Sure, jobs change over time. Doctors now use lasers, MRIs, and CAT scans — tools they didn’t have 50 years ago. Lawyers now have computer databases to look up old court cases.
And some jobs don’t change, but instead start to disappear. Like bank tellers — most of whom lost their jobs to ATMs. Or drug store clerks, who are increasingly pushed aside by automatic check-out.
But a couple of MIT scientists, Andrew McAfee and Erik Brynjolfsson, argue that we've barely seen anything yet. Their book, The Second Machine Age: Work, Progress, and Prosperity in a Time of Brilliant Technologies, claims technology is rapidly reshaping our economy. And the next wave of automation will fundamentally alter the way wealth is distributed.
In an age in which the most profitable companies are becoming smaller and smaller — think Instagram, which only had thirteen employees when it was purchased by Facebook — we’re moving toward a “winner takes all” economy where wealth is concentrated in the hands of the very wealthiest people, whether they be pop stars, computer programmers, or app developers.
"These same technologies that create wealth, they also automate a lot of tasks," Brynjolfsson adds. He uses the example of tax preparation — a job that used to require a college-educated professional, but that can now be done from home with relatively cheap software, like TurboTax.
"Technology can simultaneously make the pie a lot bigger [and] create record wealth — but also there's no economic law that says everybody needs to benefit from that," explains Brynjolfsson.
"Technology is now demonstrating these skills and abilities that used to belong to human beings alone," says McAfee. "The historical pattern of technology creating as least as many jobs as it destroys is not giving me a whole lot of confidence these days."
According to McAfee and Brynjolfsson, technology has become so advanced that it will soon have the ability to replace scores of jobs performed by humans — and not just the ones you might expect. Check out this recap of a fantasy football league, for example:
"With the 2013 Fantasy Football Draft in the books, Regret Tractor emerged as the clear winner and is projected to go 11-2 this season. Raw Tonnage got the most value out of their draft (compared to ADP), while The Elitists seemed to implode early on, going against both ADP and Experts picks to cobble together their team."
That was not written by a sports reporter. In fact, it wasn’t really “written” at all. It was automatically generated by a computer from raw data at a company called Automated Insights.
So is anyone immune from the machine takeover?

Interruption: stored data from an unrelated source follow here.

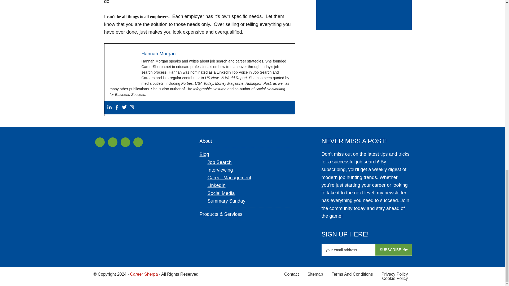 This screenshot has height=286, width=509. I want to click on Career Sherpa, so click(144, 275).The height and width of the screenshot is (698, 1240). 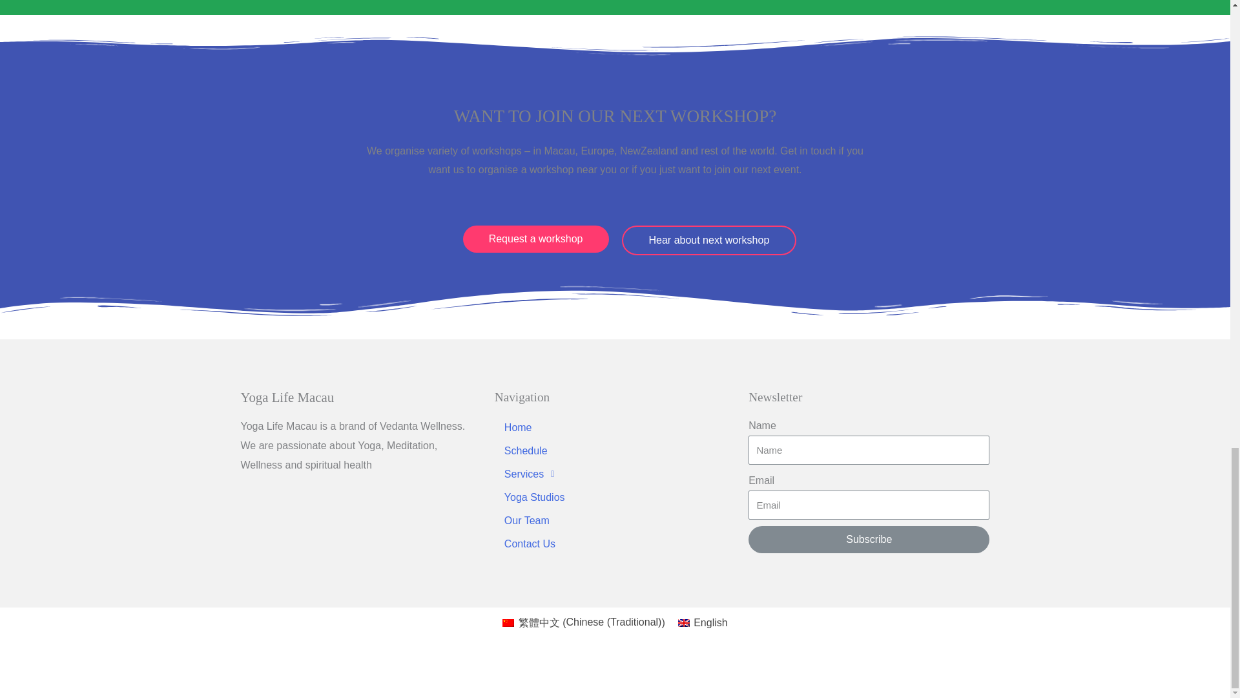 What do you see at coordinates (615, 474) in the screenshot?
I see `Services` at bounding box center [615, 474].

"The ones that have been relatively secure have been people like gardeners, hairdressers, preschool teachers — [jobs] that involve high-touch [and] manipulating the physical world in a way that machines can't yet do," explains Brynjolfsson.
Salespeople and nurses might also be job categories relatively immune from the coming machine age. But doctors might not be so lucky.
"By one measure, a doctor would have to read [for] about 160 hours a week to keep up with all the relevant developments in her speciality. It's not possible — it's asking too much. Feed all that information into Watson [IBM's cognitive computer] and we'll have a phenomenally good diagnostician. And that's a job that we do not think of as routine or middle class or in that technology bullseye — but it may be," explains McAfee.
"We have a hard time thinking of almost any jobs that machines aren't going to be able to do," Brynjolfsson says.
So once technology automates our jobs and changes the pattern of wealth, where will the rest of us be? McAfee says it’s always easier to see the “destruction” part of creative destruction than it is to see the creation. But he remains an optimist.<
“We’re going to be kicking back and enjoying the fruits and benefits of this automated economy and the stuff that it generates for us,” he says.
His vision of the future is of a “Digital Athens” where humans are freed from repetitive labor to think big thoughts and generate important ideas — something robots haven’t learned how to do … yet.
This story is based on an interview that aired on PRI's Innovation Hub, a weekly program interviewing the most creative thinkers of our time.